RIP Michael K Williams – the acting genius behind one of TV’s great characters


There was a time, almost 20 years ago now, when a low-rise housing project in Baltimore christened ‘The Pit’ formed the very fulcrum of pop culture. From this concrete jungle came Stringer Bell (and subsequent megastar Idris Elba); “Suit and tie motherfucker” William ‘The Bunk’ Moreland (Wendell Pierce); and, shotgun barely concealed by his tatty duster, the greatest character within a TV show packed with great characters, Omar Little.

Michael K Williams wasn’t exactly unknown when he came to prominence as the principled stick-up man in The Wire, but it was the role that made him a star. David Simon’s crime drama arrived at a time when television – the best of which often broadcast on the HBO platform – was being viewed with a reverence long reserved for cinema. Along with Oz, The Sopranos and Deadwood, The Wire was a show we sat down and binged. “A Greek tragedy for the new millennium,” said its creator, with great perception, and at the heart of it was a character unlike any we’d seen before: homicidal, sensitive, openly gay, a mediation on masculinity, armed with a pocket of slugs, a razor-sharp wit and a kiss on the cheek for grandma – “You come at the king, you best not miss…”

Obama, then in the midst of his first Presidential campaign and soon to be the most influential man on the planet, was among the character’s admirers. “Omar’s a great guy,” he said. “That’s not an endorsement – he is not my favourite person – but he’s a fascinating character: a gay gangster who only robs drug dealers, and then gives back, sort of a Robin Hood. And he’s the toughest, baddest guy on the show, but he’s gay. It’s really interesting.”

Michael K Williams
Alongside Dominic West in ‘The Wire’. CREDIT: Alamy

Williams had secured the role after just one audition. He’d never appeared in an episodic production before. He’d principally cut his teeth a dancer, appearing in promo videos for Madonna and George Michael. He’d then starred alongside his hero Tupac Shakur in the 1996 film Bullet. Like many Black actors, crime drama was both a calling and a cage he was keen to avoid. His understanding of Omar was quick and intrinsic. He knew the way Omar walked and the streets he walked upon. He himself had been raised in the Vanderveer projects of East Flatbush, Brooklyn. And yet while Omar was just one of many criminals he would inhabit the skin of, nobody could accuse Williams of ever resorting to type.

He told journalist Joel Murphy in 2005 of the process that led him to taking charge of the character. “They kept it real, and told me, ‘Omar is only supposed to be in seven episodes. We’re very sorry that we wrote to kill you off.’ By the end of those seven episodes, I’m waiting to see how I’m going to die. Here we are three years later and I’m talking to you about Omar…” The character’s sexuality was key to Williams wanting the role. “I fell in love with him on the paper when I read the breakdown,” he said, “before I even read a script.”

The deep scar that divided his face could have been the death knell for a career that had barely got going. Instead, it led to modelling commissions with photographer David LaChapelle, as well as the aforementioned union with Tupac (who’d allegedly demanded his services after seeing a polaroid of Williams’ face in Bullet director and filmmaker Julien Temple’s studio). A blessing in disguise, albeit a painful, traumatic one. Williams unquestionably had the acting chops for the role of Omar. “Give him the part! Any part he wants! You’re a great actor” said Martin Scorsese when he’d auditioned for the directors 1999 film Bringing Out The Dead. The scar was the grizzly window dressing that set him further apart.

“It was my 25th birthday,” he once recalled. “I was in a bar, shit got hot, drinking, then words got exchanged and bottom line, there was more of them then there was of me, dudes had razors in their mouths, and I got cut. Wrong place, wrong time basically. Wrong drink. That definitely woke me up. That definitely was a life altering experience. I almost died that night.”

Williams’ talents were much in demand after The Wire – and the story arc of Omar – wrapped up in 2006. He stayed loyal to HBO – and between 2010 and 2014 starred as 1920’s Atlantic City bootlegger Albert ‘Chalky’ White, again working under the watchful eye of Martin Scorsese in the ultra-acclaimed Boardwalk Empire. Elsewhere, his sad eyes amplified the horror of Netflix’s telling of the Central Park Five story in 2019’s When They See Us. Incarceration – wrongly or otherwise – was an issue that mattered deeply to Williams. His presentation of HBO’s Raised In The System documentary dovetailed with his role as the American Civil Liberties Union ambassador for ending mass incarceration.

The actor’s drug taking during the filming of The Wire has long been common knowledge. “I don’t know how I didn’t end up in a body bag,” he said in 2012, remembering the extent of his cocaine usage. Williams’ passing at the age of 54 is a death that’s too soon, too cruel, a waste. Remember him in his pomp, as the genius behind one of television’s most iconic characters.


EXERCISE - From the records below, please print only the lines from the one containing "Circle woman region." through the one containing "Find *tree* in the UI.", both included. Skip the pictures.

RECORD EXTRACTS -
§
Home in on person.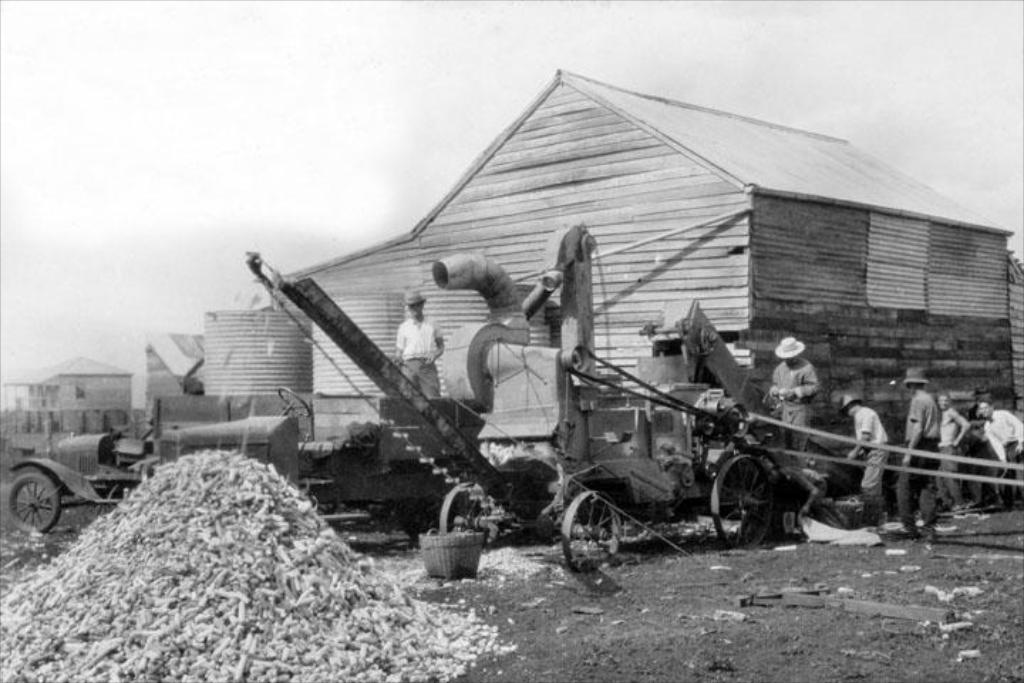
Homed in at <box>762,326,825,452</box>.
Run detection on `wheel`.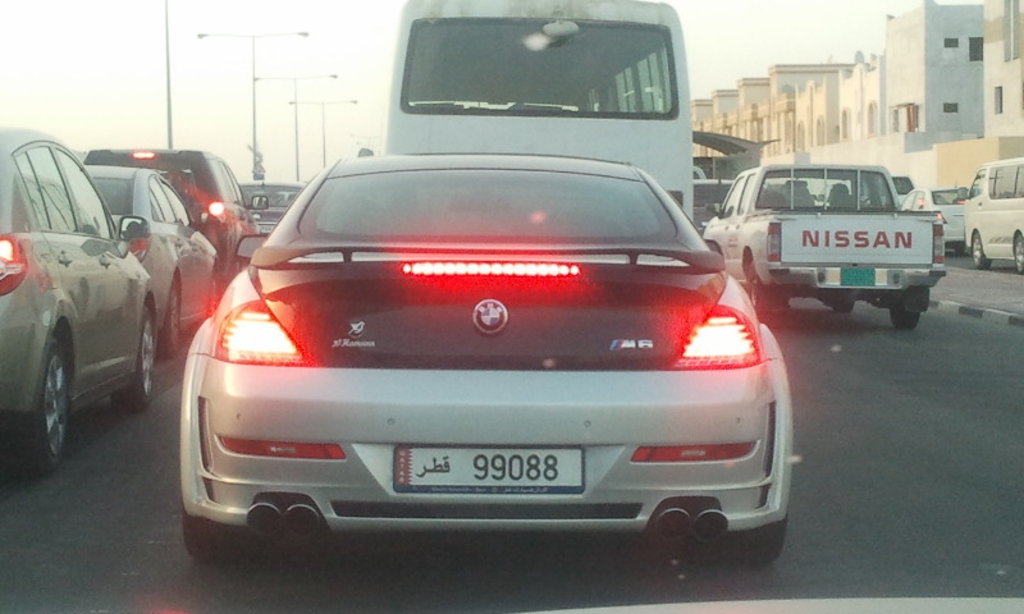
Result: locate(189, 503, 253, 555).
§
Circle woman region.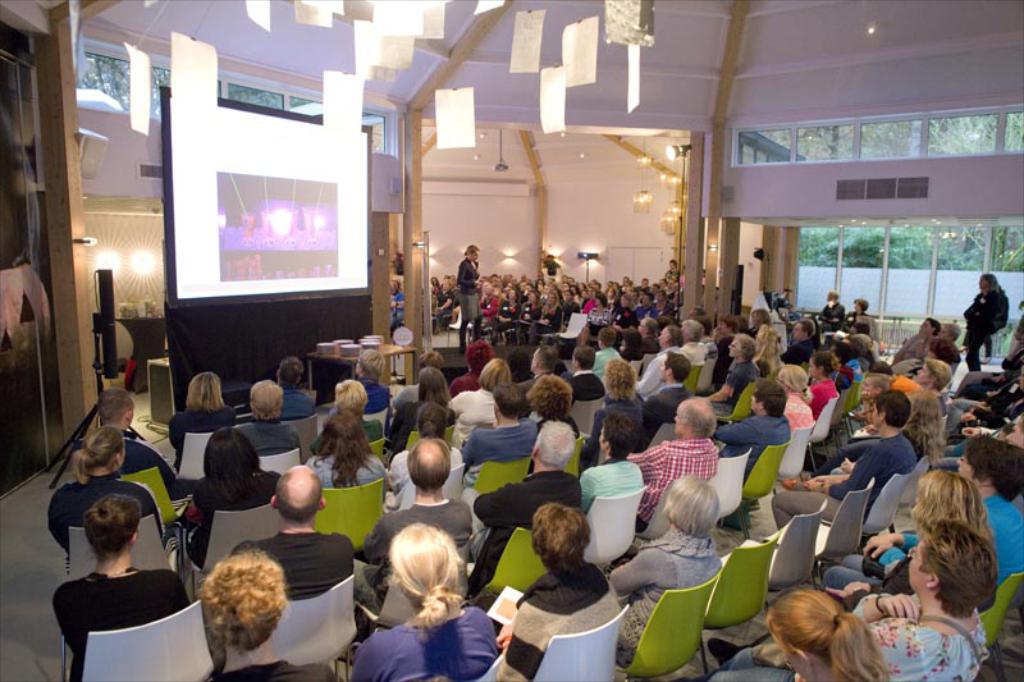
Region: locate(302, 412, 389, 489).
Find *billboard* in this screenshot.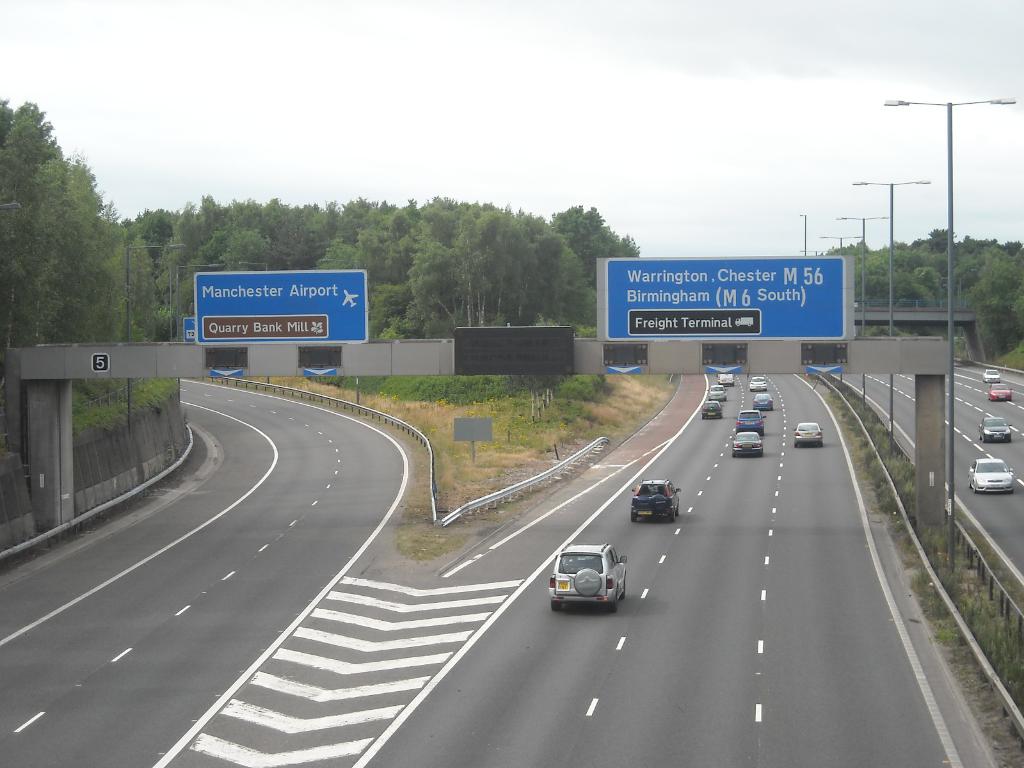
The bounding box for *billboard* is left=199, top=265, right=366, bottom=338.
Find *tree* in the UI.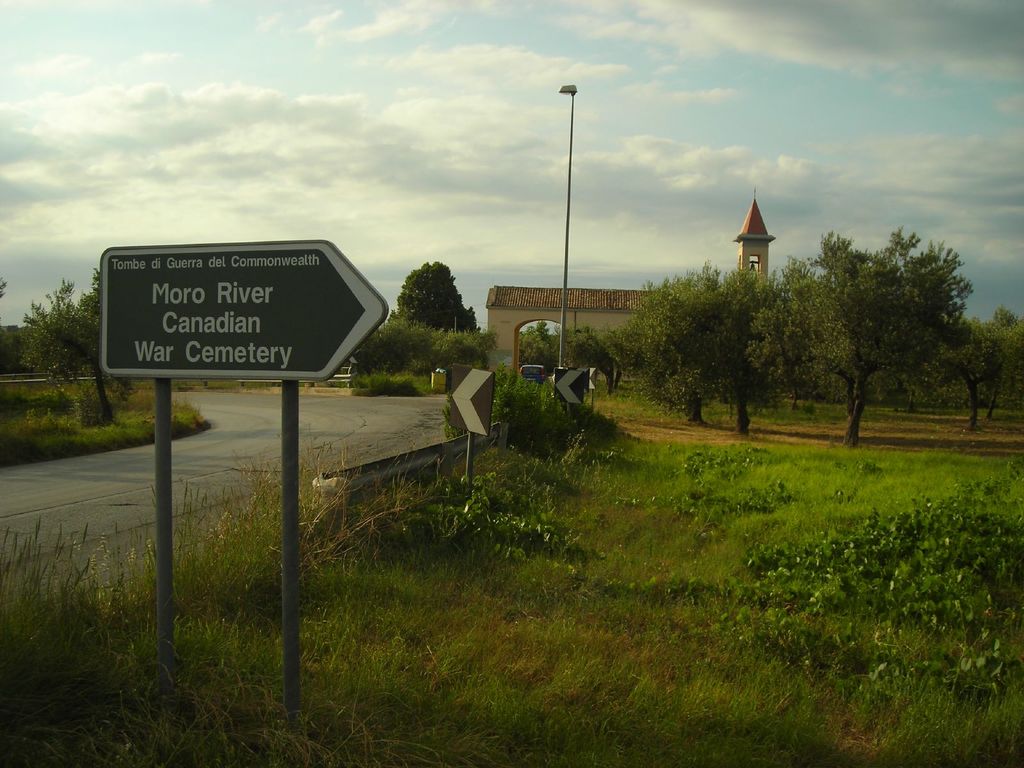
§
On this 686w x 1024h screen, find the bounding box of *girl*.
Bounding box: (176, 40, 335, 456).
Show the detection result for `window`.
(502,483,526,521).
§
SOLUTION FOR THIS EXERCISE -
Circle woman region.
Region: locate(302, 412, 389, 489).
Find *billboard* in this screenshot.
The bounding box for *billboard* is left=199, top=265, right=366, bottom=338.
Find *tree* in the UI.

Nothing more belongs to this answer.